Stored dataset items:
━━━
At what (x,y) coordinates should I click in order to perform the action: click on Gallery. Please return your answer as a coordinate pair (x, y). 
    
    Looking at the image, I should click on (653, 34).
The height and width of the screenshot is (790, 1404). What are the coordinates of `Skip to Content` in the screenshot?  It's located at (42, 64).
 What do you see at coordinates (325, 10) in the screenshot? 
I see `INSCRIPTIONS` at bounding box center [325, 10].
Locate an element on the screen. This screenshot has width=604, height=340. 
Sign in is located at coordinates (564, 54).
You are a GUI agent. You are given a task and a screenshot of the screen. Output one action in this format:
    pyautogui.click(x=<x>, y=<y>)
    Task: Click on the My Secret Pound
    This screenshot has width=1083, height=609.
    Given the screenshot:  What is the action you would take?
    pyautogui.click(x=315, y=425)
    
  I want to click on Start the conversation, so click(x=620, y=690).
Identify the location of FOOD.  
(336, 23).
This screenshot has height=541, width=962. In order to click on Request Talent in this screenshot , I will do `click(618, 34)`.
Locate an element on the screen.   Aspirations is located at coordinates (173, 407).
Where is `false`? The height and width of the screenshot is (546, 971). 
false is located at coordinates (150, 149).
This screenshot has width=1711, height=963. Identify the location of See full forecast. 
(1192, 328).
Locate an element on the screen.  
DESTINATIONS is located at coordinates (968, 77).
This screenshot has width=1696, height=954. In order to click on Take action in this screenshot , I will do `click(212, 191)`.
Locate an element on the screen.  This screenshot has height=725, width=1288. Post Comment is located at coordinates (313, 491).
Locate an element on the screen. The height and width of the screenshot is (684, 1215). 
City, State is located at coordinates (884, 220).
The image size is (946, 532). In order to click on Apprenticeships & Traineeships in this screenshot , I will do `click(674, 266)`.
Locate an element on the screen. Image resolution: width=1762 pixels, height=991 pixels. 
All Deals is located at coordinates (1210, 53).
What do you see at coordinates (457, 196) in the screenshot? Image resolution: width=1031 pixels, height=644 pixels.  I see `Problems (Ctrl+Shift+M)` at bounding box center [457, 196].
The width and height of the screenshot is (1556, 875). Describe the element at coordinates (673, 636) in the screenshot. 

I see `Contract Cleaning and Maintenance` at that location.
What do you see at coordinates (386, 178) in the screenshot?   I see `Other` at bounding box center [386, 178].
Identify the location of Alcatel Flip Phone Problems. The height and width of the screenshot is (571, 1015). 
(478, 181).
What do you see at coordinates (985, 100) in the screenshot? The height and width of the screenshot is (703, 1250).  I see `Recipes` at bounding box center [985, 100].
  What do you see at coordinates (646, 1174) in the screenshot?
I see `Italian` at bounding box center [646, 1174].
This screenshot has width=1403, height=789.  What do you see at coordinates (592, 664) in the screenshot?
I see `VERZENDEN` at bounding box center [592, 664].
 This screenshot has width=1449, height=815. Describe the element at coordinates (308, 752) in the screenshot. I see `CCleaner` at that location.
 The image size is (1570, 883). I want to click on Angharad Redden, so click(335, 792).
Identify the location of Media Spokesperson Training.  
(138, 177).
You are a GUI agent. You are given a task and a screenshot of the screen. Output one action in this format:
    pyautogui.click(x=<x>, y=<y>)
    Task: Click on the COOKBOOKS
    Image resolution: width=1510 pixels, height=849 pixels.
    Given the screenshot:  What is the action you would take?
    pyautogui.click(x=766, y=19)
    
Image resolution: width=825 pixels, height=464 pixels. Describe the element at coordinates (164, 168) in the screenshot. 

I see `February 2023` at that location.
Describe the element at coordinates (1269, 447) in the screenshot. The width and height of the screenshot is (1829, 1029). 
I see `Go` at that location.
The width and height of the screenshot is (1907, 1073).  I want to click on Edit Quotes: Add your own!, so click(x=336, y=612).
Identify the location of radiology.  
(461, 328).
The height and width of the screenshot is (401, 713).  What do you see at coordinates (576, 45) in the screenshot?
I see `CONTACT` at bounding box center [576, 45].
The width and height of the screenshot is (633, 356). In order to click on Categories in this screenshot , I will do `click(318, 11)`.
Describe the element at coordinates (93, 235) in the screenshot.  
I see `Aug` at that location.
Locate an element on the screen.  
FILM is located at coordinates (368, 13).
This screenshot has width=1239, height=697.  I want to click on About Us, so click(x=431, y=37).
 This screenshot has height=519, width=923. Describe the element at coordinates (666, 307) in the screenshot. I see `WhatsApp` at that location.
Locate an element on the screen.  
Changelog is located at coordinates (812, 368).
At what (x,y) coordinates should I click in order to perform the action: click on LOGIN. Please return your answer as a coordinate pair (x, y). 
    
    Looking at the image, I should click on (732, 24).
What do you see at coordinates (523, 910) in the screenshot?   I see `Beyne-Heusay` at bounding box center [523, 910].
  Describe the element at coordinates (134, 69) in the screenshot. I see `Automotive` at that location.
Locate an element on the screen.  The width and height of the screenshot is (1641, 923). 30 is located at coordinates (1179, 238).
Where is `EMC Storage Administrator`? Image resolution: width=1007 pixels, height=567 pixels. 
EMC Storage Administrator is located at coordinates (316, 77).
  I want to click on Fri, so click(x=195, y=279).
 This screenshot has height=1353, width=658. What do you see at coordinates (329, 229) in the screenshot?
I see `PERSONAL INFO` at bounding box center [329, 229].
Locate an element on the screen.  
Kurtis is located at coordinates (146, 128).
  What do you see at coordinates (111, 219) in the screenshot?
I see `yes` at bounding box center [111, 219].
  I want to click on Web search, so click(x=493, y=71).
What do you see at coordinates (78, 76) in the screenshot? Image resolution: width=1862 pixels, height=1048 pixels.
━━━
From the records above, copy each line in which the string "will" occurs.

EXERCISE RESULT:
This screenshot has height=541, width=962. In order to click on Request Talent in this screenshot , I will do `click(618, 34)`.
This screenshot has width=1696, height=954. In order to click on Take action in this screenshot , I will do `click(212, 191)`.
The image size is (946, 532). In order to click on Apprenticeships & Traineeships in this screenshot , I will do `click(674, 266)`.
The width and height of the screenshot is (633, 356). In order to click on Categories in this screenshot , I will do `click(318, 11)`.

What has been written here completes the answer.